Ann's heart quailed, though she tried not to let it. And Eliza stepped forward courageously.
"Don't you touch her!" she said. "You'll be sorry! She may not look it, but she's a mighty sorceress. It just so happens I'm a pretty powerful witch, myself. Beware!"
"And I," said Roger, drawing himself up to his full small height, "am the great Roger. You've probably heard of me."
"No," said the giant, "I haven't. And what's more, I don't believe you." And he leaned over them again with his menacing smile.
"Help!" cried Eliza, in sudden alarm. "Jack! Use your sword!"
Jack brandished the blade King Richard had given him.
The giant's face retreated quicker than it had advanced. "What did you say?" he said.
"I told him to use his sword," said Eliza. "He will, too."
"But what was that you called him?" said the giant.
"Jack," said Eliza. "That's his name."
The child giant screamed. The mother giant turned pale.
"I don't believe you," said the father giant again, but his voice trembled. "If that's Jack, where's his beans?"
This time it was Roger who understood. "He's not that Jack," he said. "He's the other one. He's Jack the..."
"Don't say it!" cried the giantess, clutching her offspring to her. "Not before the child!" The three giants gazed at Jack in terror.
"What's the matter with them?" said Jack.
"They think you're Jack the Giant Killer," said Ann.
"Okay," said Jack. "What do I do? Kill them?"
Roger looked doubtful. "Do you suppose we have to?"
"Think of the blood," said Ann. "So
much
of it!"
"Only it'd probably be sawdust," said Roger.
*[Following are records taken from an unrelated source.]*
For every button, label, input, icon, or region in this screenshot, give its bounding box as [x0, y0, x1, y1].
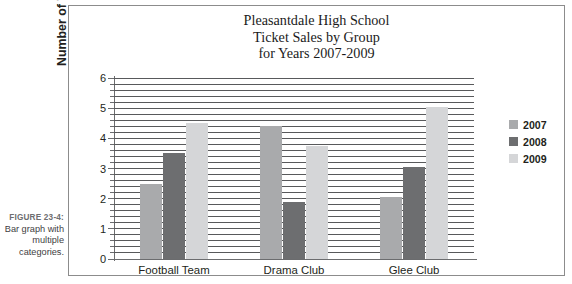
legend-label-2007: 2007: [523, 119, 547, 131]
chart-legend: 200720082009: [509, 116, 569, 167]
chart-title: Pleasantdale High School Ticket Sales by…: [69, 12, 564, 62]
gridline: [114, 78, 474, 79]
y-tick-label: 2: [78, 193, 106, 205]
y-tick-label: 4: [78, 132, 106, 144]
legend-item-2009[interactable]: 2009: [509, 150, 569, 167]
legend-swatch-2009: [509, 154, 518, 163]
bar-glee-club-2009: [426, 107, 448, 259]
gridline: [114, 138, 474, 139]
gridline: [114, 84, 474, 85]
bar-glee-club-2007: [380, 197, 402, 259]
figure-caption-text: Bar graph with multiple categories.: [0, 224, 64, 259]
bar-drama-club-2007: [260, 126, 282, 259]
bar-football-team-2008: [163, 153, 185, 259]
legend-label-2009: 2009: [523, 153, 547, 165]
gridline: [114, 150, 474, 151]
gridline: [114, 132, 474, 133]
y-tick-label: 1: [78, 223, 106, 235]
chart-figure-frame: Pleasantdale High School Ticket Sales by…: [68, 5, 565, 276]
x-label-glee-club: Glee Club: [354, 264, 474, 276]
bar-football-team-2009: [186, 123, 208, 259]
bar-drama-club-2009: [306, 146, 328, 259]
legend-item-2007[interactable]: 2007: [509, 116, 569, 133]
gridline: [114, 126, 474, 127]
chart-title-line-3: for Years 2007-2009: [69, 45, 564, 62]
legend-swatch-2008: [509, 137, 518, 146]
chart-title-line-1: Pleasantdale High School: [69, 12, 564, 29]
figure-caption: FIGURE 23-4: Bar graph with multiple cat…: [0, 212, 64, 258]
plot-inner: [114, 78, 474, 259]
y-tick-label: 0: [78, 253, 106, 265]
gridline: [114, 120, 474, 121]
gridline: [114, 108, 474, 109]
y-axis-title: Number of Tickets in Thousands: [55, 0, 69, 66]
x-label-drama-club: Drama Club: [234, 264, 354, 276]
y-tick-label: 3: [78, 163, 106, 175]
x-axis-line: [109, 259, 477, 260]
plot-area: [114, 78, 474, 259]
y-tick-label: 6: [78, 72, 106, 84]
bar-drama-club-2008: [283, 202, 305, 259]
gridline: [114, 144, 474, 145]
gridline: [114, 102, 474, 103]
gridline: [114, 114, 474, 115]
figure-number: FIGURE 23-4:: [0, 212, 64, 224]
gridline: [114, 96, 474, 97]
x-label-football-team: Football Team: [114, 264, 234, 276]
bar-football-team-2007: [140, 184, 162, 259]
chart-title-line-2: Ticket Sales by Group: [69, 29, 564, 46]
bar-glee-club-2008: [403, 167, 425, 259]
legend-item-2008[interactable]: 2008: [509, 133, 569, 150]
gridline: [114, 90, 474, 91]
y-tick-label: 5: [78, 102, 106, 114]
legend-label-2008: 2008: [523, 136, 547, 148]
legend-swatch-2007: [509, 120, 518, 129]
"And they'd probably go right on smiling," said Eliza. "I couldn't stand it."
While this discussion was going on, the father giant had been edging toward the table. Now he suddenly caught up Ivanhoe and Rebecca and Bois-Guilbert and held them high in the air.
"I'll teach you to come invading people's homes with your nasty murdering friends," he said. "If he doesn't put away his sword, I'll smash them to smithereens."
Ann and Roger and Eliza gazed up in horror at their captive friends. Jack was so startled that he dropped his sword on the floor.
"Pay no heed," called Rebecca to Jack, from somewhere up near the ceiling, which was of skyscraper height. "Take up thy blade!"
"If we die, 'twill be in a good cause," said Ivanhoe.
"I have been a miserable wretch," said Bois-Guilbert, his voice muffled by the giant's hand, but with a sincere ring in it. "But at least I repented before 'twas too late."
"Wait," said Roger to the giant. "Can't we talk this over sensibly? Maybe we could work out some kind of truce."
"What makes you so mean?" said Ann. "What have we ever done to you?"
"Well, really! Well may you ask," said the mother doll (or giant). "It isn't that we mind being played with day and night and wheeled in baby carriages till it's monotonous. Oh no! Nor being undressed and put to bed when we aren't sleepy, and dropped on our heads and left out in the rain, either! That's just part of the normal scheme of things. It's what we were made for. We even enjoy it, in a way. It makes us feel Somebody Cares! But
you
"—her voice trembled and she sounded hurt—"never played with us at all!"